In this episode, the finale to season 3, we speak with Atreyee Sen, Associate Professor at the Department of Anthropology at the University of Copenhagen. Our topic of discussion is a talk Atreyee gave at our department entitled, ‘No city for lovers: Urban poverty, public romance and violent moral policing of lower-class female youth in Mumbai’, which is based on her award-winning article in the interdisciplinary journal Critical Asian Studies. In it, Atreyee explores the aggressive spatial marginalisation of and violence against lower-class, young lovers in Mumbai.

Over the course of her academic career in India, the UK and Denmark, Atreyee Sen has published extensively, and brought critical insights to studies of gender, childhoods, poverty, urban politics and South Asian cities. She is author of the critically acclaimed monograph, Shiv Sena Women: Violence and Communalism in a Bombay Slum (Indiana University Press, 2007), which challenged feminist and development critiques of right-wing women, and reviewed representations of ‘the bad poor’ in South Asia.
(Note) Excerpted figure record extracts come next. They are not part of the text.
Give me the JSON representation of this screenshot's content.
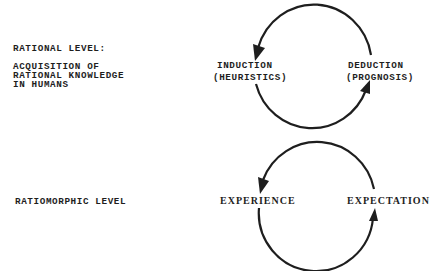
{
  "rational": {
    "title": "RATIONAL LEVEL:",
    "description_lines": [
      "ACQUISITION OF",
      "RATIONAL KNOWLEDGE",
      "IN HUMANS"
    ],
    "cycle": {
      "left_node": {
        "line1": "INDUCTION",
        "line2": "(HEURISTICS)"
      },
      "right_node": {
        "line1": "DEDUCTION",
        "line2": "(PROGNOSIS)"
      },
      "direction": "counterclockwise"
    }
  },
  "ratiomorphic": {
    "title": "RATIOMORPHIC LEVEL",
    "cycle": {
      "left_node": {
        "line1": "EXPERIENCE"
      },
      "right_node": {
        "line1": "EXPECTATION"
      },
      "direction": "counterclockwise"
    }
  },
  "colors": {
    "ink": "#1e1e1e",
    "background": "#ffffff"
  }
}
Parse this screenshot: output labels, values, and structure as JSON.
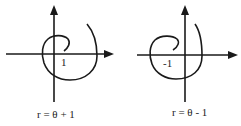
{
  "figures": [
    {
      "name": "spiral-plus",
      "axis_label": "1",
      "caption": "r = θ + 1"
    },
    {
      "name": "spiral-minus",
      "axis_label": "-1",
      "caption": "r = θ - 1"
    }
  ],
  "colors": {
    "stroke": "#1a1a1a",
    "background": "#ffffff"
  }
}
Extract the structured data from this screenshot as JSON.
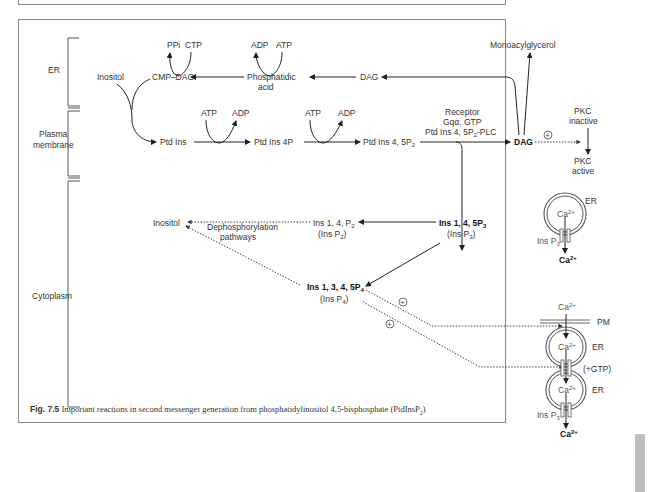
{
  "regions": {
    "er": "ER",
    "plasma_membrane_1": "Plasma",
    "plasma_membrane_2": "membrane",
    "cytoplasm": "Cytoplasm"
  },
  "er_row": {
    "ppi": "PPi",
    "ctp": "CTP",
    "adp": "ADP",
    "atp": "ATP",
    "inositol": "Inositol",
    "cmp_dag": "CMP–DAG",
    "phosphatidic_acid_1": "Phosphatidic",
    "phosphatidic_acid_2": "acid",
    "dag": "DAG",
    "monoacylglycerol": "Monoacylglycerol"
  },
  "pm_row": {
    "atp1": "ATP",
    "adp1": "ADP",
    "atp2": "ATP",
    "adp2": "ADP",
    "ptd_ins": "Ptd Ins",
    "ptd_ins_4p": "Ptd Ins 4P",
    "ptd_ins_45p2": "Ptd Ins 4, 5P",
    "ptd_ins_45p2_sub": "2",
    "receptor": "Receptor",
    "gq_gtp": "Gqα. GTP",
    "plc": "Ptd Ins 4, 5P",
    "plc_sub": "2",
    "plc_suffix": "-PLC",
    "dag": "DAG",
    "plus": "+",
    "pkc_inactive_1": "PKC",
    "pkc_inactive_2": "inactive",
    "pkc_active_1": "PKC",
    "pkc_active_2": "active"
  },
  "cyto": {
    "inositol": "Inositol",
    "deph_1": "Dephosphorylation",
    "deph_2": "pathways",
    "insp2_name": "Ins 1, 4, P",
    "insp2_sub": "2",
    "insp2_short": "(Ins P",
    "insp2_short_sub": "2",
    "insp3_name": "Ins 1, 4, 5P",
    "insp3_sub": "3",
    "insp3_short": "(Ins P",
    "insp3_short_sub": "3",
    "insp4_name": "Ins 1, 3, 4, 5P",
    "insp4_sub": "4",
    "insp4_short": "(Ins P",
    "insp4_short_sub": "4",
    "close_paren": ")",
    "plus": "+"
  },
  "ca_store_top": {
    "er": "ER",
    "ca": "Ca",
    "ca_sup": "2+",
    "insp3": "Ins P",
    "insp3_sub": "3",
    "ca_out": "Ca",
    "ca_out_sup": "2+"
  },
  "ca_store_bottom": {
    "ca_in": "Ca",
    "ca_in_sup": "2+",
    "pm": "PM",
    "ca1": "Ca",
    "ca1_sup": "2+",
    "er1": "ER",
    "gtp": "(+GTP)",
    "ca2": "Ca",
    "ca2_sup": "2+",
    "er2": "ER",
    "insp3": "Ins P",
    "insp3_sub": "3",
    "ca_out": "Ca",
    "ca_out_sup": "2+"
  },
  "caption": {
    "fig": "Fig. 7.5",
    "text": " Important reactions in second messenger generation from phosphatidylinositol 4,5-bisphosphate (PtdInsP",
    "sub": "2",
    "end": ")"
  }
}
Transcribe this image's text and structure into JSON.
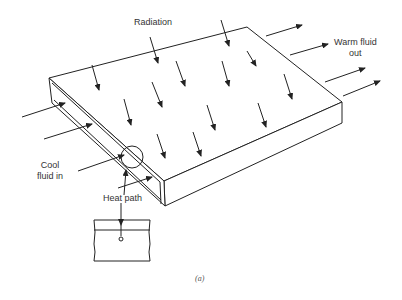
{
  "diagram": {
    "labels": {
      "radiation": "Radiation",
      "warm_out": "Warm fluid\nout",
      "cool_in": "Cool\nfluid in",
      "heat_path": "Heat path"
    },
    "caption": "(a)",
    "colors": {
      "stroke": "#222222",
      "background": "#ffffff"
    }
  }
}
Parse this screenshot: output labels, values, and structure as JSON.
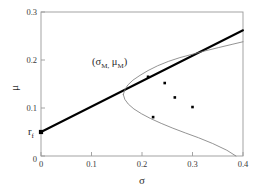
{
  "chart_data": {
    "type": "line",
    "title": "",
    "subtitle": "",
    "xlabel": "σ",
    "ylabel": "μ",
    "xlim": [
      0,
      0.4
    ],
    "ylim": [
      0,
      0.3
    ],
    "xticks": [
      0,
      0.1,
      0.2,
      0.3,
      0.4
    ],
    "xticklabels": [
      "0",
      "0.1",
      "0.2",
      "0.3",
      "0.4"
    ],
    "yticks": [
      0,
      0.1,
      0.2,
      0.3
    ],
    "yticklabels": [
      "0",
      "0.1",
      "0.2",
      "0.3"
    ],
    "grid": false,
    "legend": null,
    "series": [
      {
        "name": "capital-market-line",
        "type": "line",
        "style": "thick-black",
        "color": "#000000",
        "linewidth": 2.0,
        "x": [
          0.0,
          0.4
        ],
        "y": [
          0.05,
          0.262
        ]
      },
      {
        "name": "efficient-frontier-upper",
        "type": "line",
        "style": "thin-gray",
        "color": "#777777",
        "linewidth": 0.8,
        "x": [
          0.163,
          0.166,
          0.172,
          0.182,
          0.196,
          0.212,
          0.231,
          0.252,
          0.275,
          0.3,
          0.325,
          0.352,
          0.38,
          0.4
        ],
        "y": [
          0.128,
          0.138,
          0.148,
          0.158,
          0.168,
          0.178,
          0.188,
          0.197,
          0.205,
          0.212,
          0.219,
          0.226,
          0.233,
          0.238
        ]
      },
      {
        "name": "efficient-frontier-lower",
        "type": "line",
        "style": "thin-gray",
        "color": "#777777",
        "linewidth": 0.8,
        "x": [
          0.163,
          0.166,
          0.173,
          0.184,
          0.199,
          0.217,
          0.238,
          0.261,
          0.286,
          0.312,
          0.34,
          0.368,
          0.386
        ],
        "y": [
          0.128,
          0.118,
          0.108,
          0.098,
          0.088,
          0.078,
          0.068,
          0.058,
          0.048,
          0.038,
          0.026,
          0.012,
          0.0
        ]
      },
      {
        "name": "risky-assets-scatter",
        "type": "scatter",
        "color": "#000000",
        "marker": "square-dot",
        "points": [
          {
            "x": 0.245,
            "y": 0.152
          },
          {
            "x": 0.265,
            "y": 0.122
          },
          {
            "x": 0.3,
            "y": 0.102
          },
          {
            "x": 0.222,
            "y": 0.081
          }
        ]
      },
      {
        "name": "tangency-portfolio-point",
        "type": "scatter",
        "color": "#000000",
        "marker": "square-dot",
        "points": [
          {
            "x": 0.212,
            "y": 0.165
          }
        ]
      },
      {
        "name": "risk-free-point",
        "type": "scatter",
        "color": "#000000",
        "marker": "dot",
        "points": [
          {
            "x": 0.0,
            "y": 0.05
          }
        ]
      }
    ],
    "annotations": [
      {
        "name": "tangency-label",
        "text": "(σM, μM)",
        "text_parts": [
          "(",
          "σ",
          "M",
          ", ",
          "μ",
          "M",
          ")"
        ],
        "x": 0.13,
        "y": 0.212
      },
      {
        "name": "risk-free-label",
        "text": "rf",
        "text_parts": [
          "r",
          "f"
        ],
        "x": -0.022,
        "y": 0.051
      }
    ]
  },
  "labels": {
    "xaxis_title": "σ",
    "yaxis_title": "μ",
    "tangency_open_paren": "(",
    "tangency_sigma": "σ",
    "tangency_sigma_sub": "M",
    "tangency_comma": ",",
    "tangency_mu": "μ",
    "tangency_mu_sub": "M",
    "tangency_close_paren": ")",
    "rf_base": "r",
    "rf_sub": "f",
    "xtick_0": "0",
    "xtick_1": "0.1",
    "xtick_2": "0.2",
    "xtick_3": "0.3",
    "xtick_4": "0.4",
    "ytick_0": "0",
    "ytick_1": "0.1",
    "ytick_2": "0.2",
    "ytick_3": "0.3"
  },
  "colors": {
    "background": "#ffffff",
    "axis": "#9a9a9a",
    "cml": "#000000",
    "frontier": "#777777",
    "marker": "#000000",
    "text": "#2e2e2e"
  }
}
She is also co-editor of Global Vigilantes (Hurst, 2008) and Who’s Cashing in? Contemporary Perspectives on New Monies and Global Cashlessness (Berghahn Books, 2020). Some of her more recent publications include ‘An Economy of Lies: Informal Income, Phone-Banking and Female Migrant Workers in Kolkata, India’ in Journal of Immigrant & Refugee Studies (2022), and ‘Religious Spaces, Urban Poverty, and Interfaith Relations in India’ in Current History (2022). In 2023, Dr Sen won the inaugural prize for best journal article from the interdisciplinary journal, Critical Asian Studies, for her article ‘“No city for lovers”: anti-Romeo squads, resistance, and the micro-politics of moral policing in an Indian city’.

Show Notes

In this episode, the finale to season 3, we speak with Atreyee Sen, Associate Professor at the Department of Anthropology at the University of Copenhagen. Our topic of discussion is a talk Atreyee gave at our department entitled, ‘No city for lovers: Urban poverty, public romance and violent moral policing of lower-class female youth in Mumbai’, which is based on her award-winning article in the interdisciplinary journal Critical Asian Studies. In it, Atreyee explores the aggressive spatial marginalisation of and violence against lower-class, young lovers in Mumbai.
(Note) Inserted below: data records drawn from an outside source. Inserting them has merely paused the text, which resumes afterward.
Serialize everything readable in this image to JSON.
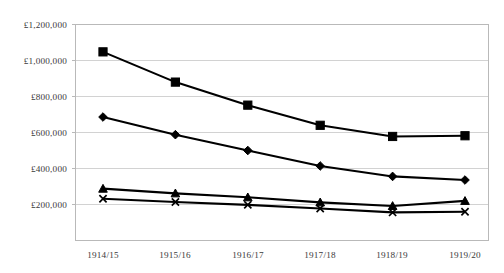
{
  "chart_data": {
    "type": "line",
    "title": "",
    "subtitle": "",
    "xlabel": "",
    "ylabel": "",
    "categories": [
      "1914/15",
      "1915/16",
      "1916/17",
      "1917/18",
      "1918/19",
      "1919/20"
    ],
    "ylim": [
      0,
      1200000
    ],
    "ytick_values": [
      0,
      200000,
      400000,
      600000,
      800000,
      1000000,
      1200000
    ],
    "ytick_labels": [
      "",
      "£200,000",
      "£400,000",
      "£600,000",
      "£800,000",
      "£1,000,000",
      "£1,200,000"
    ],
    "grid": true,
    "legend": "none",
    "series": [
      {
        "name": "series-1",
        "marker": "square",
        "color": "#000000",
        "values": [
          1048000,
          880000,
          752000,
          640000,
          578000,
          582000
        ]
      },
      {
        "name": "series-2",
        "marker": "diamond",
        "color": "#000000",
        "values": [
          686000,
          588000,
          500000,
          414000,
          356000,
          336000
        ]
      },
      {
        "name": "series-3",
        "marker": "triangle",
        "color": "#000000",
        "values": [
          288000,
          262000,
          240000,
          212000,
          192000,
          220000
        ]
      },
      {
        "name": "series-4",
        "marker": "x",
        "color": "#000000",
        "values": [
          232000,
          214000,
          198000,
          178000,
          156000,
          160000
        ]
      }
    ]
  },
  "axis": {
    "y_labels": [
      "£1,200,000",
      "£1,000,000",
      "£800,000",
      "£600,000",
      "£400,000",
      "£200,000"
    ],
    "x_labels": [
      "1914/15",
      "1915/16",
      "1916/17",
      "1917/18",
      "1918/19",
      "1919/20"
    ]
  },
  "colors": {
    "background": "#ffffff",
    "gridline": "#d2d2d2",
    "border": "#b9b9b9",
    "series": "#000000",
    "text": "#3a3a3a"
  }
}
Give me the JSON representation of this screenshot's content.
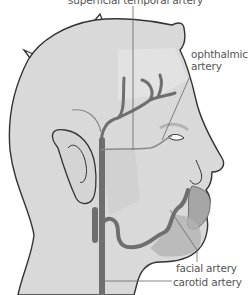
{
  "colors": {
    "skin": "#d9d9d9",
    "skin_shade": "#c8c8c8",
    "lip": "#a6a6a6",
    "artery": "#6e6e6e",
    "outline": "#333333",
    "label_text": "#555555",
    "leader_line": "#666666"
  },
  "labels": [
    {
      "id": "superficial-temporal",
      "text": "superficial temporal artery"
    },
    {
      "id": "ophthalmic",
      "text": "ophthalmic\nartery",
      "line1": "ophthalmic",
      "line2": "artery"
    },
    {
      "id": "facial",
      "text": "facial artery"
    },
    {
      "id": "carotid",
      "text": "carotid artery"
    }
  ]
}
Over the course of her academic career in India, the UK and Denmark, Atreyee Sen has published extensively, and brought critical insights to studies of gender, childhoods, poverty, urban politics and South Asian cities. She is author of the critically acclaimed monograph, Shiv Sena Women: Violence and Communalism in a Bombay Slum (Indiana University Press, 2007), which challenged feminist and development critiques of right-wing women, and reviewed representations of ‘the bad poor’ in South Asia.
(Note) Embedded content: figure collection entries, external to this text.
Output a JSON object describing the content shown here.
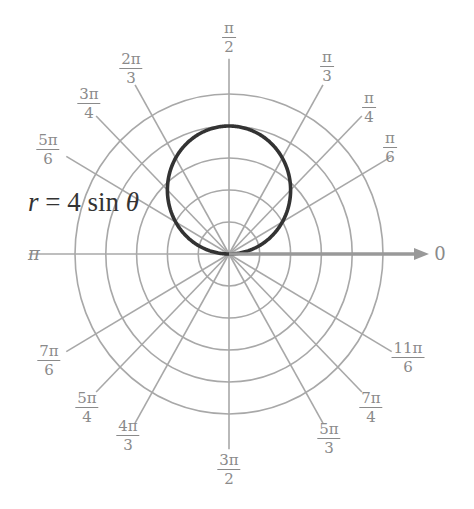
{
  "chart_data": {
    "type": "line",
    "coordinate_system": "polar",
    "title": "",
    "equation_label": "r = 4 sin θ",
    "series": [
      {
        "name": "r = 4 sin θ",
        "function": "r = 4*sin(theta)",
        "color": "#333333",
        "description": "circle of diameter 4 centered at (0, 2) in Cartesian coordinates",
        "points": [
          {
            "theta": "0",
            "r": 0
          },
          {
            "theta": "π/6",
            "r": 2
          },
          {
            "theta": "π/4",
            "r": 2.83
          },
          {
            "theta": "π/3",
            "r": 3.46
          },
          {
            "theta": "π/2",
            "r": 4
          },
          {
            "theta": "2π/3",
            "r": 3.46
          },
          {
            "theta": "3π/4",
            "r": 2.83
          },
          {
            "theta": "5π/6",
            "r": 2
          },
          {
            "theta": "π",
            "r": 0
          }
        ]
      }
    ],
    "radial_grid": {
      "circles": [
        1,
        2,
        3,
        4,
        5
      ],
      "rlim": [
        0,
        5
      ]
    },
    "angular_ticks": [
      {
        "angle_deg": 0,
        "label": "0"
      },
      {
        "angle_deg": 30,
        "label": "π/6",
        "num": "π",
        "den": "6"
      },
      {
        "angle_deg": 45,
        "label": "π/4",
        "num": "π",
        "den": "4"
      },
      {
        "angle_deg": 60,
        "label": "π/3",
        "num": "π",
        "den": "3"
      },
      {
        "angle_deg": 90,
        "label": "π/2",
        "num": "π",
        "den": "2"
      },
      {
        "angle_deg": 120,
        "label": "2π/3",
        "num": "2π",
        "den": "3"
      },
      {
        "angle_deg": 135,
        "label": "3π/4",
        "num": "3π",
        "den": "4"
      },
      {
        "angle_deg": 150,
        "label": "5π/6",
        "num": "5π",
        "den": "6"
      },
      {
        "angle_deg": 180,
        "label": "π"
      },
      {
        "angle_deg": 210,
        "label": "7π/6",
        "num": "7π",
        "den": "6"
      },
      {
        "angle_deg": 225,
        "label": "5π/4",
        "num": "5π",
        "den": "4"
      },
      {
        "angle_deg": 240,
        "label": "4π/3",
        "num": "4π",
        "den": "3"
      },
      {
        "angle_deg": 270,
        "label": "3π/2",
        "num": "3π",
        "den": "2"
      },
      {
        "angle_deg": 300,
        "label": "5π/3",
        "num": "5π",
        "den": "3"
      },
      {
        "angle_deg": 315,
        "label": "7π/4",
        "num": "7π",
        "den": "4"
      },
      {
        "angle_deg": 330,
        "label": "11π/6",
        "num": "11π",
        "den": "6"
      }
    ],
    "polar_axis_arrow": true,
    "grid": true,
    "legend": "none",
    "colors": {
      "grid": "#a8a8a8",
      "curve": "#333333",
      "axis_arrow": "#999999",
      "labels": "#8a8a8a"
    }
  }
}
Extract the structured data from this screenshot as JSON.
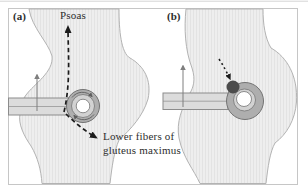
{
  "figure": {
    "type": "anatomical-diagram",
    "description_visible_text_only": true,
    "frame_border_color": "#c6c6c6",
    "page_background": "#ffffff",
    "top_rule_color": "#d4d4d4"
  },
  "panels": [
    {
      "id": "a",
      "label": "(a)",
      "annotations": {
        "psoas": "Psoas",
        "lower_fibers_line1": "Lower fibers of",
        "lower_fibers_line2": "gluteus maximus"
      }
    },
    {
      "id": "b",
      "label": "(b)"
    }
  ],
  "colors": {
    "body_fill": "#eeeeee",
    "body_stripe": "#e3e3e3",
    "body_stroke": "#b3b3b3",
    "band_fill": "#dcdcdc",
    "band_stroke": "#8c8c8c",
    "ring_outer_fill": "#aeaeae",
    "ring_mid_fill": "#d2d2d2",
    "ring_stroke": "#737373",
    "ring_center_fill": "#ffffff",
    "injection_dot_fill": "#4c4c4c",
    "dashed_arrow_color": "#1c1c1c",
    "traction_arrow_color": "#7f7f7f",
    "label_text_color": "#2d2d2d"
  }
}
She is also co-editor of Global Vigilantes (Hurst, 2008) and Who’s Cashing in? Contemporary Perspectives on New Monies and Global Cashlessness (Berghahn Books, 2020). Some of her more recent publications include ‘An Economy of Lies: Informal Income, Phone-Banking and Female Migrant Workers in Kolkata, India’ in Journal of Immigrant & Refugee Studies (2022), and ‘Religious Spaces, Urban Poverty, and Interfaith Relations in India’ in Current History (2022). In 2023, Dr Sen won the inaugural prize for best journal article from the interdisciplinary journal, Critical Asian Studies, for her article ‘“No city for lovers”: anti-Romeo squads, resistance, and the micro-politics of moral policing in an Indian city’.